Acacia stictophylla
Court ex Maslin & D.J.Murphy Dandenong Range Cinnamon WattleAromatic, single-stemmed shrubs, 2–4 m high; branchlets not or hardly flexuose, with glabrous or minutely hairy ribs. Phyllodes narrowly elliptic to lanceolate-elliptic, (4–)5–10 cm long, (2–)3–6(–12) mm wide, straight or slightly curved, thin, acute to short-acuminate, sometimes obtuse-mucronate, resinous-punctate, sometimes viscid, glabrous or margins and main vein with appressed hairs; vein 1, lateral veins few and obscure, sometimes forming a faint continuous longitudinal vein near the phyllode margin; gland 0–0.5(–1) mm above pulvinus. Peduncles (1–)2(–4) per axil, sometimes in very short racemes (rachis c. 1 mm long), tomentose, hairs rather long and lax, basal bract usually caducous; heads globular or obloid (in bud), 8–11 mm diam., 30–50-flowered, light yellow to lemon yellow.

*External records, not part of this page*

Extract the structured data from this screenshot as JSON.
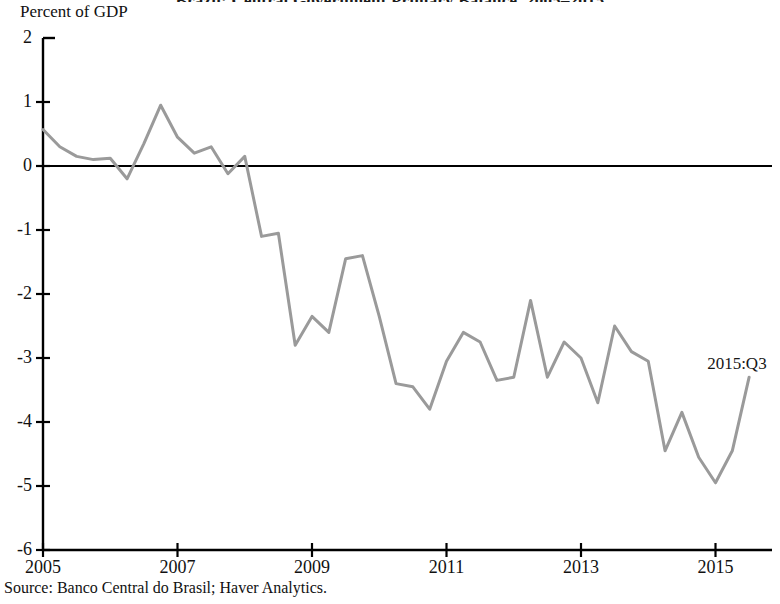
{
  "chart_data": {
    "type": "line",
    "title": "Brazil: Central Government Primary Balance, 2005–2015",
    "title_clipped": true,
    "ylabel": "Percent of GDP",
    "xlabel": "",
    "source": "Source: Banco Central do Brasil; Haver Analytics.",
    "annotations": [
      {
        "text": "2015:Q3",
        "x": "2015Q3",
        "y": -3.3
      }
    ],
    "ylim": [
      -6,
      2
    ],
    "yticks": [
      2,
      1,
      0,
      -1,
      -2,
      -3,
      -4,
      -5,
      -6
    ],
    "ytick_labels": [
      "2",
      "1",
      "0",
      "-1",
      "-2",
      "-3",
      "-4",
      "-5",
      "-6"
    ],
    "xlim": [
      "2005Q1",
      "2015Q4"
    ],
    "xticks": [
      "2005Q1",
      "2007Q1",
      "2009Q1",
      "2011Q1",
      "2013Q1",
      "2015Q1"
    ],
    "xtick_labels": [
      "2005",
      "2007",
      "2009",
      "2011",
      "2013",
      "2015"
    ],
    "grid": false,
    "legend": false,
    "zero_line": true,
    "line_color": "#9a9a9a",
    "axis_color": "#000000",
    "series": [
      {
        "name": "Central Government Primary Balance",
        "color": "#9a9a9a",
        "x": [
          "2005Q1",
          "2005Q2",
          "2005Q3",
          "2005Q4",
          "2006Q1",
          "2006Q2",
          "2006Q3",
          "2006Q4",
          "2007Q1",
          "2007Q2",
          "2007Q3",
          "2007Q4",
          "2008Q1",
          "2008Q2",
          "2008Q3",
          "2008Q4",
          "2009Q1",
          "2009Q2",
          "2009Q3",
          "2009Q4",
          "2010Q1",
          "2010Q2",
          "2010Q3",
          "2010Q4",
          "2011Q1",
          "2011Q2",
          "2011Q3",
          "2011Q4",
          "2012Q1",
          "2012Q2",
          "2012Q3",
          "2012Q4",
          "2013Q1",
          "2013Q2",
          "2013Q3",
          "2013Q4",
          "2014Q1",
          "2014Q2",
          "2014Q3",
          "2014Q4",
          "2015Q1",
          "2015Q2",
          "2015Q3"
        ],
        "values": [
          0.57,
          0.3,
          0.15,
          0.1,
          0.12,
          -0.2,
          0.35,
          0.95,
          0.45,
          0.2,
          0.3,
          -0.12,
          0.15,
          -1.1,
          -1.05,
          -2.8,
          -2.35,
          -2.6,
          -1.45,
          -1.4,
          -2.35,
          -3.4,
          -3.45,
          -3.8,
          -3.05,
          -2.6,
          -2.75,
          -3.35,
          -3.3,
          -2.1,
          -3.3,
          -2.75,
          -3.0,
          -3.7,
          -2.5,
          -2.9,
          -3.05,
          -4.45,
          -3.85,
          -4.55,
          -4.95,
          -4.45,
          -3.3
        ]
      }
    ]
  }
}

Bracteoles acuminate, >1 mm long, brown, clearly exceeding young buds and the immature head then appearing burr-like. Flowers 5-merous; sepals united. Pods linear, 2–6 cm long, 3–4 mm wide, charcaceous, glabrous or with very sparse, minute appressed hair; seeds longitudinal, obloid, 3.5–4.5 mm long, shiny, black, funicle twice folded, aril terminal. Flowers Aug.–Nov.
GipP, HSF, HNF. Restricted to the Dandenong Ranges where it is often locally common in the riparian zone on hillsides in tall forest and open woodland.
Specimens with unusually wide phyllodes may resemble A. leprosa var. uninervia. This taxon is distinguished from A. stictophylla by the gland being c. 2 mm above the pulvinus. More generally, singled-veined varieties of A. leprosa can be distinguished from A. stictophylla by the shorter, obtuse to acute bracteoles that do not exceed young flower buds, fewer flowered heads (A. leprosa has up to c. 30 flowers per head), and shorter, appressed to sub-appressed hair on peduncles.
Acacia stictophylla may also be confused with A. cognata which is distinguished by its phyllodes having 3 (or rarely 5) veins (the phyllodes must be examined carefully because the veins flanking the rather prominent midrib are often very fine), and are less obviously resinous-punctate.
Putative hybrids between this species and A. paradoxa occur in the foothills of the Dandenong Range, where it seems also to hybridize with A. howittii (from cultivated plants).